How to Announce Your Real Estate Website Launch in 2026

A workspace with a Mac, plants, and city buildings in the background.

Your elevated new website is ready to go live, and the next step is making sure the right people see it.

A strong website launch announcement in 2026 combines social media posts, a targeted email campaign, a press release, and in-person networking into a coordinated plan that starts at least eight weeks before go-live. The goal is to reach your existing sphere, expand to new audiences, and drive qualified traffic to your site from day one. Below, you will find a step-by-step framework for each channel so you can promote your new custom real estate website with confidence.

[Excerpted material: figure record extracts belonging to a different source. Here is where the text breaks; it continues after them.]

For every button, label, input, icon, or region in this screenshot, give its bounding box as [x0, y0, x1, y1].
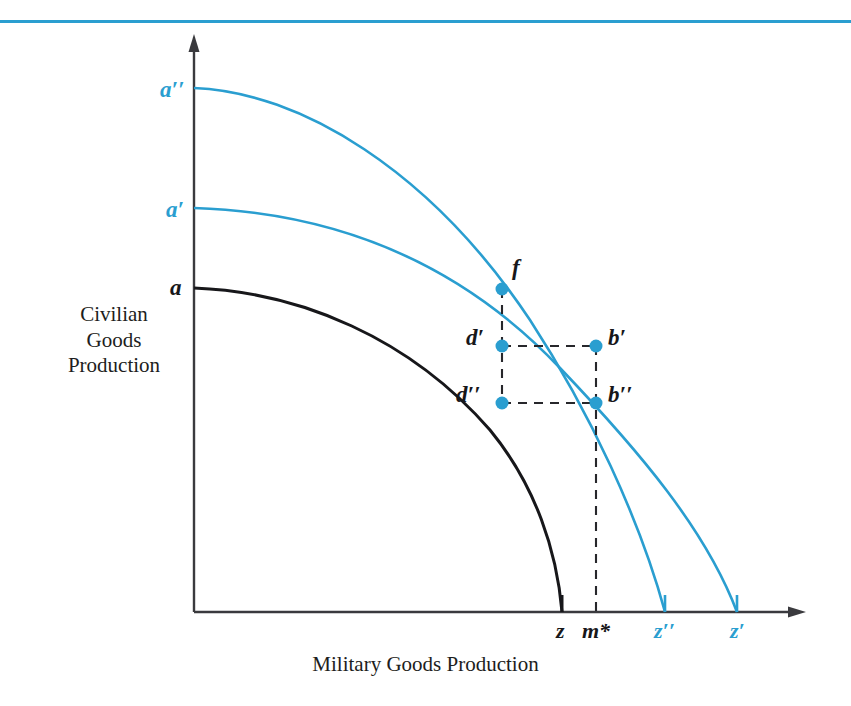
- label-a-prime: a′: [166, 198, 184, 221]
- label-z-double-prime: z′′: [654, 620, 675, 642]
- label-a-double-prime: a′′: [160, 78, 184, 101]
- label-a: a: [170, 276, 182, 299]
- y-axis-arrowhead: [189, 34, 200, 52]
- point-d-double-prime[interactable]: [496, 397, 509, 410]
- point-f[interactable]: [496, 283, 509, 296]
- axes-group: [189, 34, 807, 618]
- construction-lines-group: [502, 289, 596, 612]
- y-axis-title-line-1: Civilian: [40, 302, 188, 328]
- label-point-d-prime: d′: [466, 326, 484, 349]
- x-axis-ticks-group: [562, 595, 737, 612]
- label-point-b-prime: b′: [608, 326, 626, 349]
- y-axis-title-line-3: Production: [40, 353, 188, 379]
- x-axis-title: Military Goods Production: [0, 652, 851, 678]
- y-axis-title-line-2: Goods: [40, 328, 188, 354]
- label-z-prime: z′: [730, 620, 745, 642]
- point-d-prime[interactable]: [496, 340, 509, 353]
- label-m-star: m*: [582, 620, 610, 642]
- x-axis-arrowhead: [788, 607, 806, 618]
- label-point-d-double-prime: d′′: [456, 383, 480, 406]
- point-b-prime[interactable]: [590, 340, 603, 353]
- y-axis-title: Civilian Goods Production: [40, 302, 188, 379]
- frontier-curve-a1-z1: [194, 208, 737, 612]
- frontier-curve-a-z: [194, 288, 562, 612]
- label-point-b-double-prime: b′′: [608, 383, 632, 406]
- label-point-f: f: [512, 256, 520, 279]
- point-b-double-prime[interactable]: [590, 397, 603, 410]
- figure-container: a′′ a′ a z m* z′′ z′ f d′ b′ d′′ b′′ Civ…: [0, 0, 851, 706]
- label-z: z: [556, 620, 565, 642]
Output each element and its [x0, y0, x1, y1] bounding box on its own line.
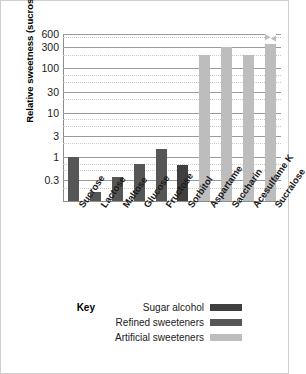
axis-break-icon [264, 32, 277, 45]
legend-item[interactable]: KeySugar alcohol [63, 301, 243, 314]
y-axis-tick-labels: 6003001003010310.3 [21, 34, 59, 201]
legend-color-swatch [210, 334, 242, 341]
legend-item[interactable]: Artificial sweeteners [63, 331, 243, 344]
y-axis-tick-label: 100 [25, 63, 59, 74]
bar-sucrose[interactable] [68, 157, 79, 201]
legend-item-label: Artificial sweeteners [101, 332, 210, 343]
gridline-major [63, 34, 281, 35]
legend-item[interactable]: Refined sweeteners [63, 316, 243, 329]
gridline-major [63, 47, 281, 48]
y-axis-tick-label: 1 [25, 152, 59, 163]
y-axis-tick-label: 600 [25, 29, 59, 40]
y-axis-tick-label: 3 [25, 130, 59, 141]
y-axis-tick-label: 300 [25, 42, 59, 53]
legend-key-title: Key [63, 302, 101, 313]
x-axis-tick-labels: SucroseLactoseMaltoseGlucoseFructoseSorb… [63, 204, 281, 274]
chart-figure: Relative sweetness (sucrose = 1) 6003001… [0, 0, 289, 374]
chart-legend: KeySugar alcoholRefined sweetenersArtifi… [63, 301, 243, 346]
legend-item-label: Refined sweeteners [101, 317, 210, 328]
legend-color-swatch [210, 319, 242, 326]
gridline-minor [63, 37, 281, 38]
y-axis-tick-label: 0.3 [25, 175, 59, 186]
legend-item-label: Sugar alcohol [101, 302, 210, 313]
legend-color-swatch [210, 304, 242, 311]
y-axis-tick-label: 30 [25, 86, 59, 97]
y-axis-tick-label: 10 [25, 107, 59, 118]
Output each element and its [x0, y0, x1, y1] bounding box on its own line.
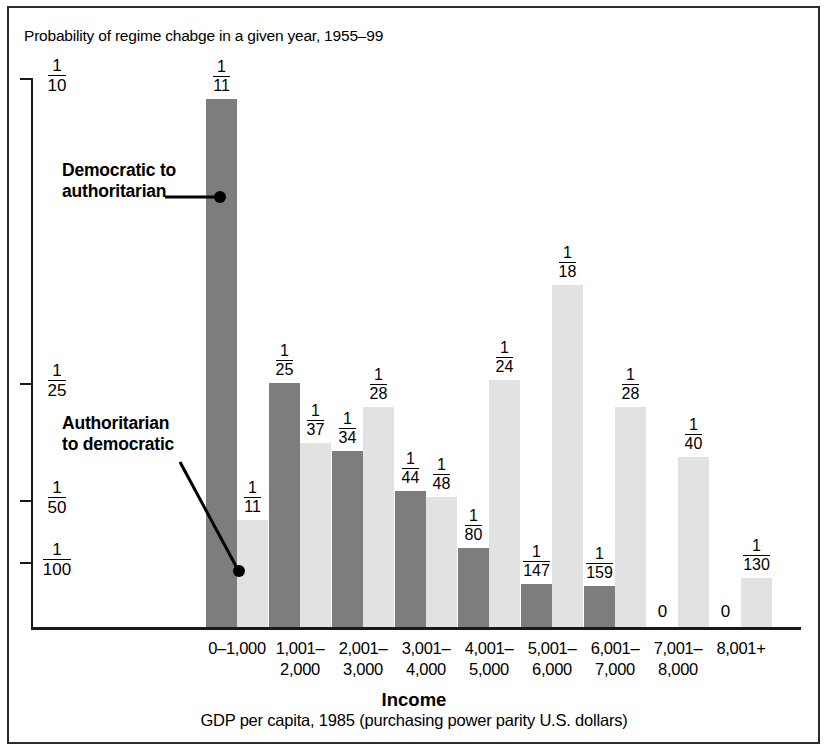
- x-axis-subtitle: GDP per capita, 1985 (purchasing power p…: [0, 711, 828, 730]
- fraction-value: 134: [339, 411, 357, 447]
- chart-figure: Probability of regime chabge in a given …: [0, 0, 828, 750]
- fraction-numerator: 1: [213, 59, 230, 77]
- annotation-dem-auth-line1: Democratic to: [62, 160, 176, 181]
- fraction-denominator: 100: [43, 560, 71, 579]
- fraction-numerator: 1: [244, 480, 261, 498]
- fraction-numerator: 1: [48, 362, 67, 381]
- fraction-numerator: 1: [465, 508, 483, 526]
- fraction-denominator: 50: [48, 498, 67, 517]
- bar-light-2: [363, 407, 394, 627]
- fraction-value: 110: [48, 57, 67, 95]
- annotation-auth-dem-line2: to democratic: [62, 434, 174, 455]
- x-axis-label-line2: 8,000: [632, 659, 724, 680]
- fraction-numerator: 1: [48, 479, 67, 498]
- fraction-numerator: 1: [743, 538, 770, 556]
- frame-border-left: [7, 6, 9, 744]
- frame-border-top: [7, 6, 820, 8]
- bar-dark-5: [521, 584, 552, 627]
- bar-value-label-light-5: 118: [541, 245, 595, 281]
- bar-value-label-dark-1: 125: [258, 343, 312, 379]
- fraction-numerator: 1: [622, 367, 640, 385]
- x-axis-label-line1: 8,001+: [695, 638, 787, 659]
- fraction-value: 150: [48, 479, 67, 517]
- fraction-numerator: 1: [685, 417, 703, 435]
- fraction-denominator: 25: [276, 361, 294, 379]
- bar-dark-0: [206, 99, 237, 627]
- annotation-dem-auth-line2: authoritarian: [62, 181, 176, 202]
- bar-light-1: [300, 443, 331, 627]
- fraction-numerator: 1: [370, 367, 388, 385]
- fraction-value: 111: [213, 59, 230, 95]
- annotation-democratic-to-authoritarian: Democratic to authoritarian: [62, 160, 176, 201]
- fraction-numerator: 1: [559, 245, 577, 263]
- frame-border-right: [818, 6, 820, 744]
- fraction-denominator: 24: [496, 358, 514, 376]
- bar-light-8: [741, 578, 772, 627]
- y-axis-tick-mark: [20, 500, 33, 502]
- y-axis-tick-label: 1100: [38, 541, 76, 579]
- fraction-value: 1147: [523, 544, 550, 580]
- fraction-denominator: 34: [339, 429, 357, 447]
- y-axis-tick-label: 150: [38, 479, 76, 517]
- bar-light-0: [237, 520, 268, 627]
- bar-value-label-light-4: 124: [478, 340, 532, 376]
- fraction-numerator: 1: [276, 343, 294, 361]
- fraction-denominator: 28: [370, 385, 388, 403]
- fraction-denominator: 28: [622, 385, 640, 403]
- bar-light-4: [489, 380, 520, 627]
- fraction-denominator: 10: [48, 76, 67, 95]
- fraction-denominator: 11: [213, 77, 230, 95]
- bar-dark-2: [332, 451, 363, 627]
- fraction-value: 111: [244, 480, 261, 516]
- x-axis-title: Income: [0, 689, 828, 711]
- fraction-denominator: 130: [743, 556, 770, 574]
- fraction-denominator: 80: [465, 526, 483, 544]
- bar-light-7: [678, 457, 709, 627]
- fraction-denominator: 11: [244, 498, 261, 516]
- bar-dark-6: [584, 586, 615, 627]
- y-axis-tick-mark: [20, 562, 33, 564]
- y-axis-tick-label: 110: [38, 57, 76, 95]
- fraction-value: 180: [465, 508, 483, 544]
- y-axis-tick-label: 125: [38, 362, 76, 400]
- fraction-denominator: 18: [559, 263, 577, 281]
- fraction-value: 125: [48, 362, 67, 400]
- bar-value-label-light-8: 1130: [730, 538, 784, 574]
- fraction-value: 1159: [586, 546, 613, 582]
- bar-dark-3: [395, 491, 426, 627]
- fraction-denominator: 40: [685, 435, 703, 453]
- fraction-numerator: 1: [48, 57, 67, 76]
- chart-title: Probability of regime chabge in a given …: [24, 27, 383, 45]
- fraction-value: 1100: [43, 541, 71, 579]
- annotation-auth-dem-line1: Authoritarian: [62, 413, 174, 434]
- frame-border-bottom: [7, 742, 820, 744]
- x-axis-label-8: 8,001+: [695, 638, 787, 659]
- y-axis-tick-mark: [20, 383, 33, 385]
- bar-dark-4: [458, 548, 489, 627]
- bar-value-label-light-3: 148: [415, 457, 469, 493]
- fraction-value: 148: [433, 457, 451, 493]
- y-axis-tick-mark: [20, 78, 33, 80]
- fraction-numerator: 1: [43, 541, 71, 560]
- fraction-denominator: 48: [433, 475, 451, 493]
- fraction-numerator: 1: [496, 340, 514, 358]
- fraction-numerator: 1: [433, 457, 451, 475]
- y-axis-line: [31, 78, 33, 629]
- fraction-numerator: 1: [523, 544, 550, 562]
- bar-value-label-light-7: 140: [667, 417, 721, 453]
- annotation-authoritarian-to-democratic: Authoritarian to democratic: [62, 413, 174, 454]
- fraction-denominator: 25: [48, 381, 67, 400]
- bar-value-label-light-6: 128: [604, 367, 658, 403]
- fraction-value: 1130: [743, 538, 770, 574]
- fraction-denominator: 147: [523, 562, 550, 580]
- fraction-value: 124: [496, 340, 514, 376]
- fraction-value: 140: [685, 417, 703, 453]
- fraction-value: 128: [370, 367, 388, 403]
- fraction-value: 118: [559, 245, 577, 281]
- fraction-numerator: 1: [339, 411, 357, 429]
- fraction-numerator: 1: [586, 546, 613, 564]
- bar-value-label-dark-0: 111: [195, 59, 249, 95]
- x-axis-line: [31, 627, 801, 630]
- fraction-value: 125: [276, 343, 294, 379]
- bar-light-6: [615, 407, 646, 627]
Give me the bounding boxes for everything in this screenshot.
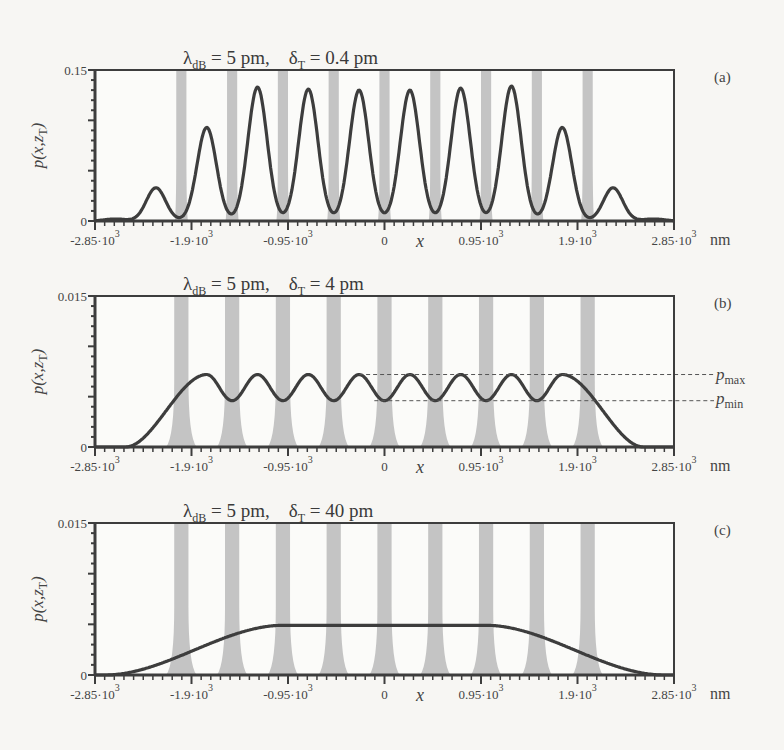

First impressions in real estate rarely happen face to face anymore. In 2026, most buyers and sellers will visit your website before they ever pick up the phone. That means the way you announce your site matters just as much as the site itself. When Better Homes and Gardens Real Estate Lifestyles Realty launched their new Luxury Presence site, they received roughly 10 organic leads in the first week after 13 years without a single website lead (Source: Luxury Presence Case Study: BHGRE Lifestyles Realty, 2026). A coordinated promotion plan made the difference. The tactics in this guide will help you build the same kind of momentum around your own launch.

Key takeaways

  • Start promoting your new real estate website at least eight weeks before launch day, not the day it goes live.
  • Use a multi-channel approach: social media, email, in-person events, press releases, paid ads, and your newsletter each play a distinct role.
  • Consolidate your teaser strategy into a single timeline so you avoid repeating the same message across every channel.
  • Update every online directory profile and your business cards with the new URL before you publish a single promotional post.
  • Track referral traffic from each channel in Google Analytics so you know which efforts are driving visits and leads.
  • Keep promoting after launch day. Consistent content and SEO work will sustain the traffic your announcement generates.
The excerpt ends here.